◆ AIM OF THE TASK ◆
Below are some records. Return exactly the lines from the one containing "The width and" through the one containing "What do you", both included, and only those.

◆ DATA SUPPLIED ◆
+++++
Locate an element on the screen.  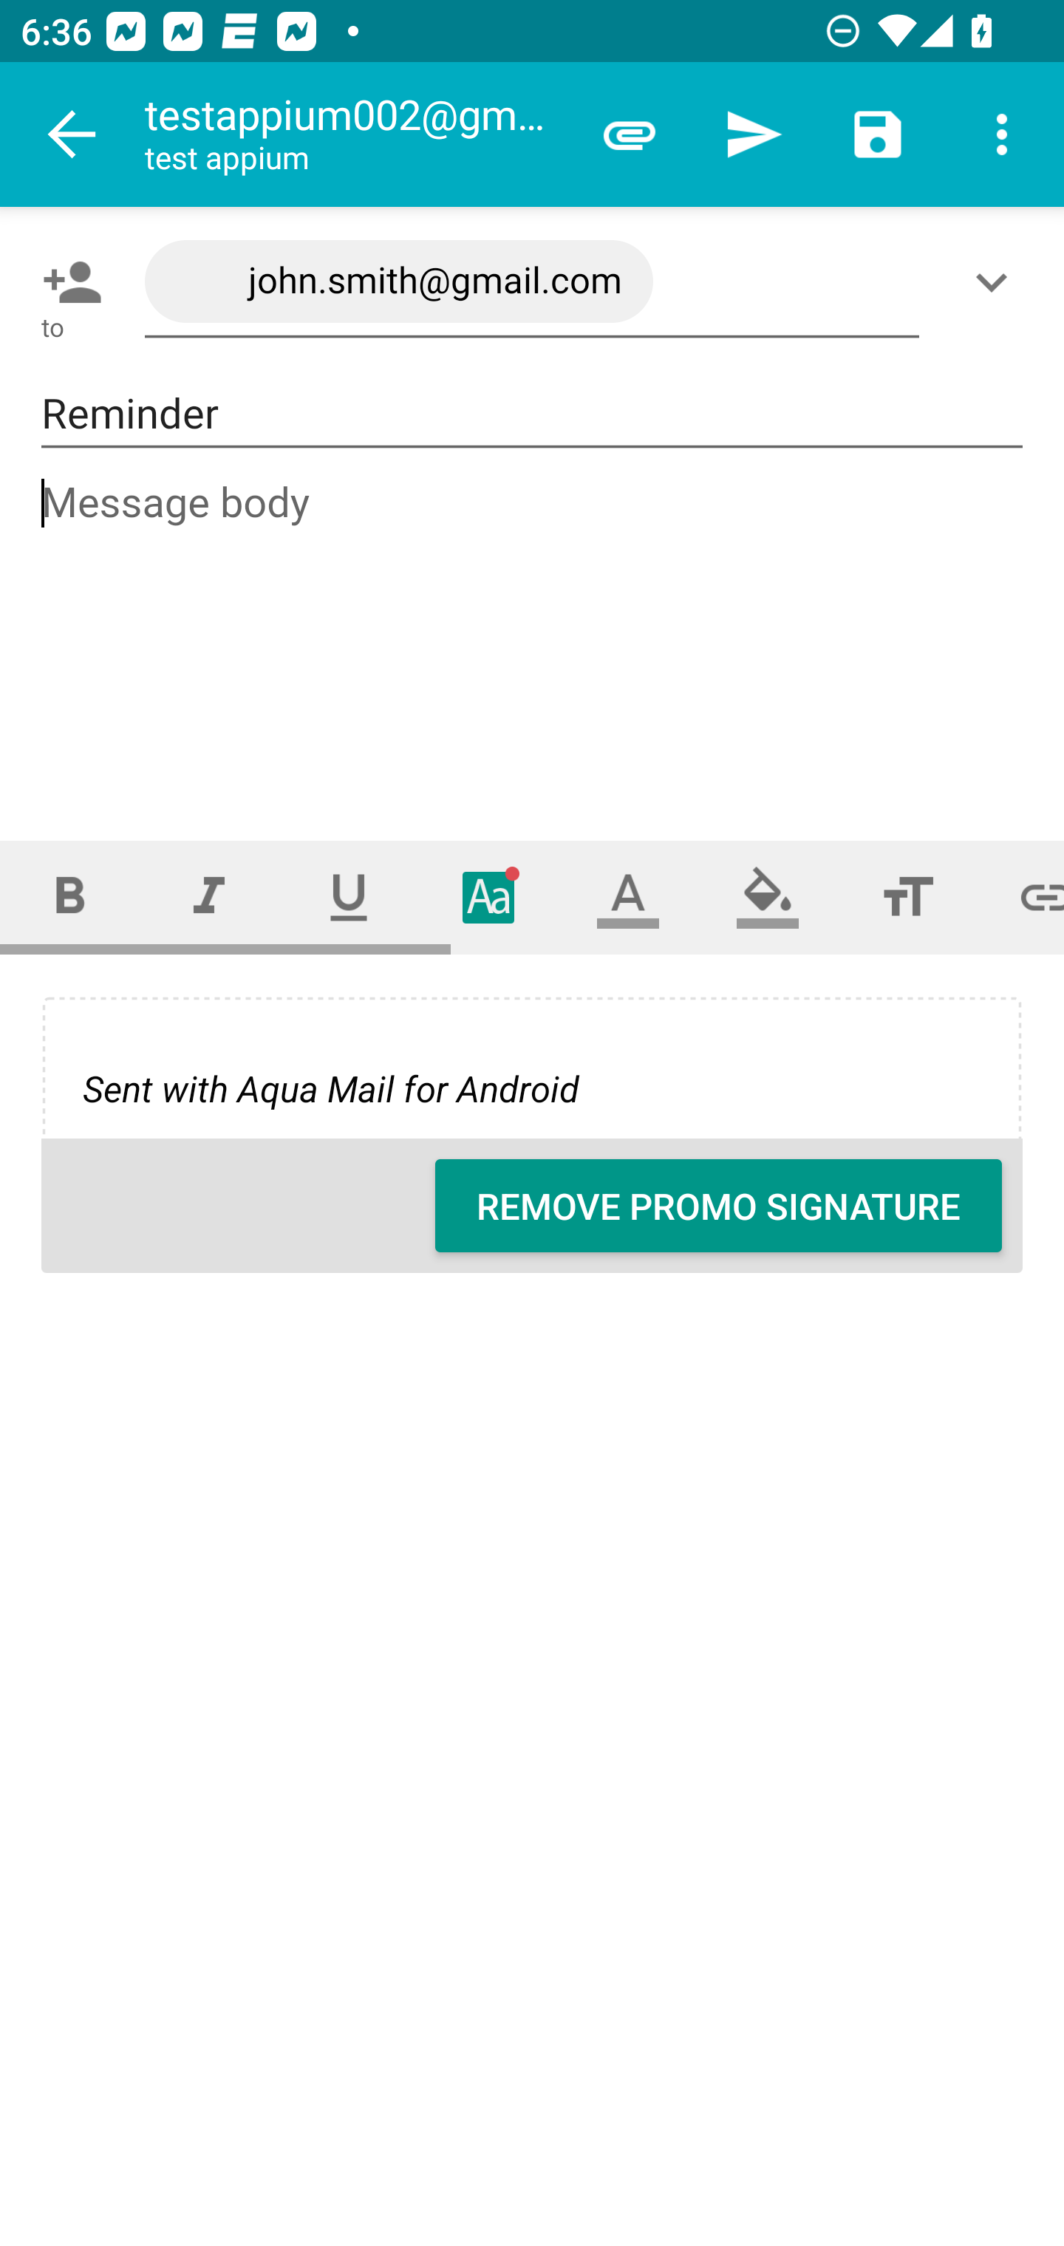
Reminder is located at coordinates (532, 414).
+++++
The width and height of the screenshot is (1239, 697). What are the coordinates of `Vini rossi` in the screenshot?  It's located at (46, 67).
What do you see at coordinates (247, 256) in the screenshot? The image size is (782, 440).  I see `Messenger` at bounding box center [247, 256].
+++++
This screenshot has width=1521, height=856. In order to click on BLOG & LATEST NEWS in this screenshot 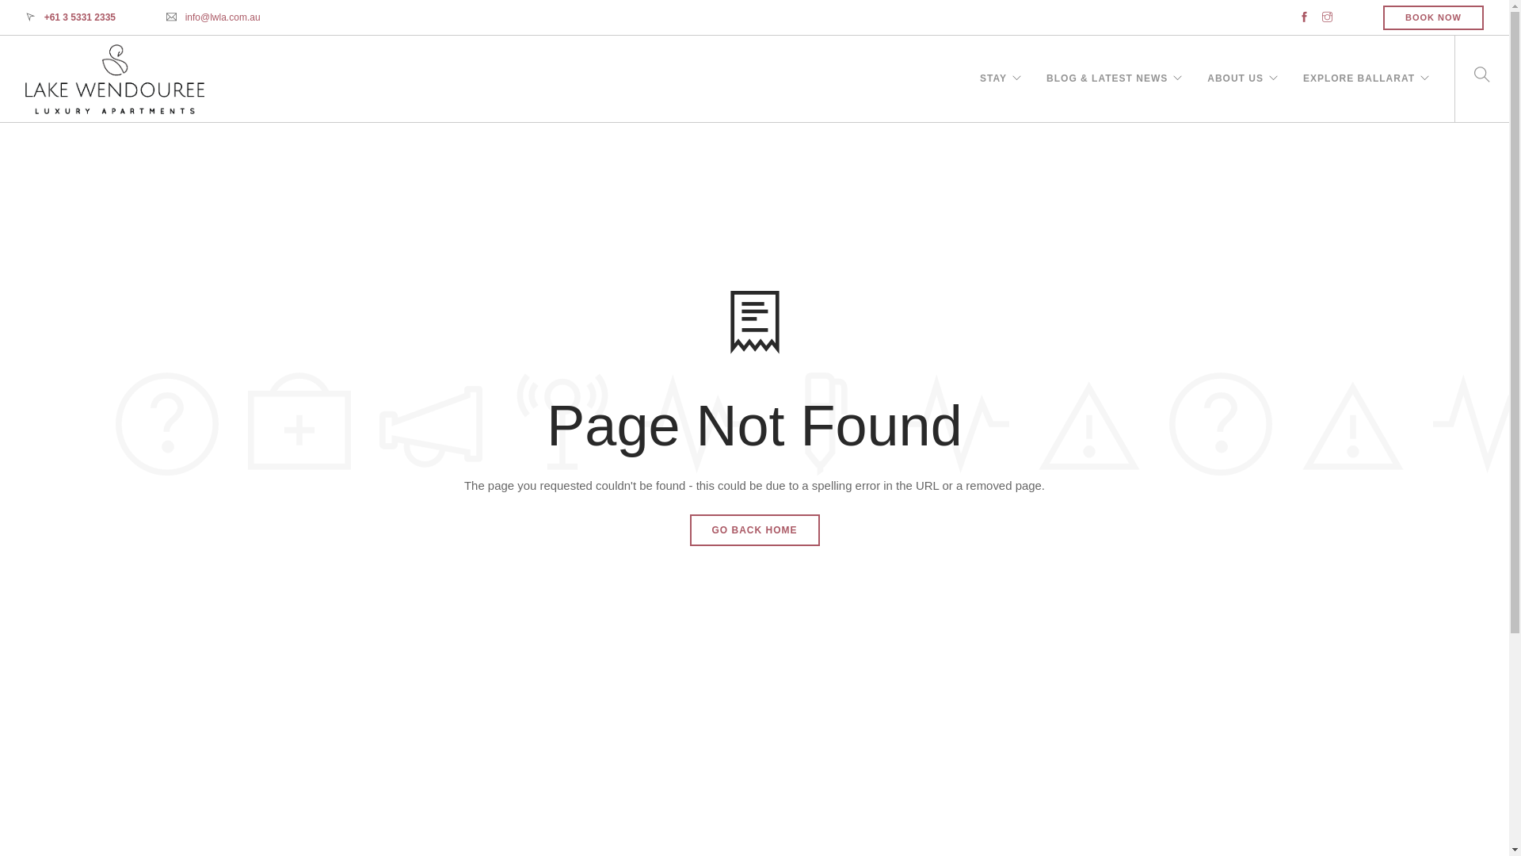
+++++
◆ EXPECTED ANSWER ◆
The width and height of the screenshot is (1239, 697). What are the coordinates of `Vini rossi` in the screenshot?  It's located at (46, 67).
What do you see at coordinates (247, 256) in the screenshot? The image size is (782, 440).  I see `Messenger` at bounding box center [247, 256].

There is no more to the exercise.